Sunday, September 03, 2006

Snow Cake

Director: Marc Evans
Starring: Alan Rickman, Sigourney Weaver, Carrie-Anne Moss
Rated: 15

Movies about human drama are nearly always traumatic affairs filled with angst and a full gamut of other emotions that invariably involve shouting and crying. It takes a certain frame of mind to go and watch people suffering for an hour and a half (or more), but it's a mindset that appeals to people who give out movie awards and justifiably so. A well-written drama will stretch the actor and if they are not up to the task it will be patently obvious.

There is one such film that should be appearing on all the upcoming award nominations, just on the strength of its leads performances, and that film is SNOW CAKE with Sigourney Weaver and Alan Rickman.

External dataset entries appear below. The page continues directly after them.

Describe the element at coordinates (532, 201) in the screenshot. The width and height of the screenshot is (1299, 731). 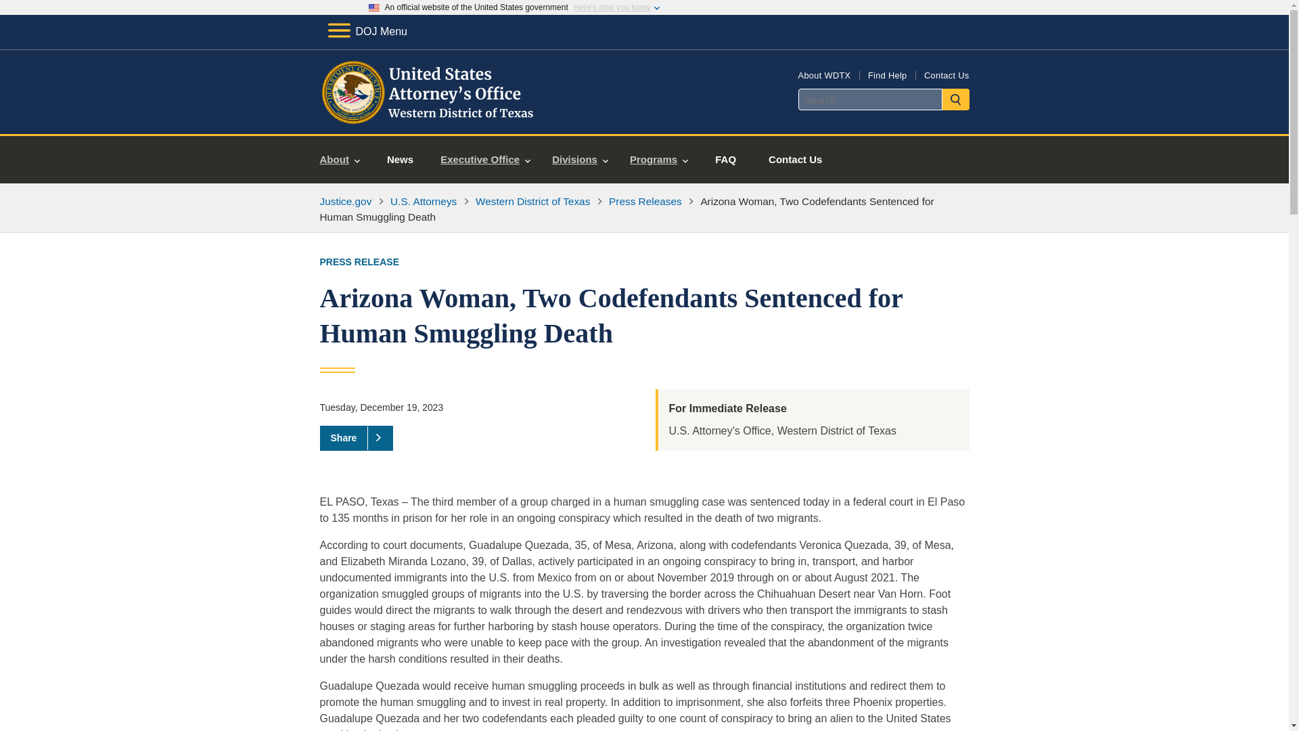
I see `Western District of Texas` at that location.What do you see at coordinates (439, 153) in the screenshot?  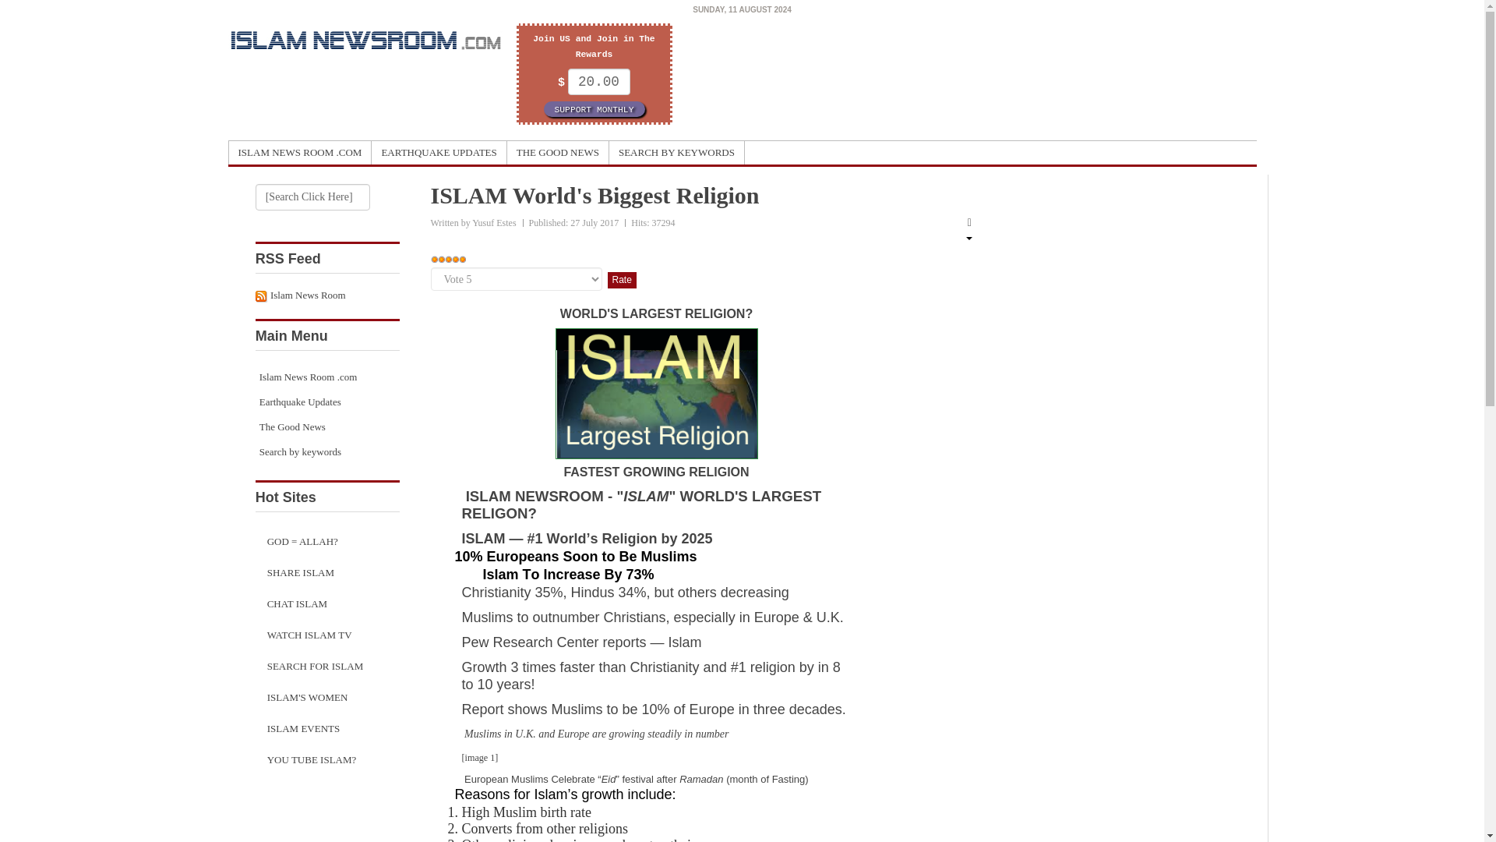 I see `EARTHQUAKE UPDATES` at bounding box center [439, 153].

Rickman plays Alex, a jaded and taciturn Englishman, a role that comes effortlessly to him, who is driving across Canada to visit the mother of a deceased son he never knew. On the way he meets a young goth girl, who is hitchhiking to a small town called Wawa, to visit her mother. On the girl's insistence, and against his better judgement, he gives her a lift. They are involved in an accident (stunningly executed on film) and the girl is killed. Filled with remorse, Alex takes the gifts the girl had bought for her mother, in the hope of somehow consoling her and absolving himself of blame. But when he arrives he discovers that her mother, Linda, is autistic. Wanting to help her with the funeral arrangements, he convinces Linda to let him stay with her, and a funny, bittersweet relationship starts to develop between them, within the confines of Linda's condition. At the same time Alex has fallen for Linda's neighbour Maggie, played by the thinking man's sex symbol, Carrie-Ann Moss (THE MATRIX). Within the the short period of time he is in the small town, the two complex relationships open Alex's heart and get him to face his inner demons.


The dramatic scope of the story is fairly limited, compared to other similar films, but this tends to ground it more in reality, especially given the personalities of the three main characters. Rickman is good but hardly stretched and the sardonic wit he does so well is put to good use. Moss is still sexy without her skintight leather and shows that she is a diverse actress whose skills were underused in that sci-fi trilogy. But it is Sigourney Weaver who steals the film, capturing, with great subtly, the childlike innocence and obsessive behaviour that characterises autism. When we first discover her autism it comes as surprise and Weaver continues to surprise throughout the film. It is hard to believe this is the same actress that played the alien-conquering Ripley.


Even if this type of dramatic film is not usually to your taste, go and see it just for Sigourney Weaver's performance and then be surprised at how good the whole film is.

On general release from September 8.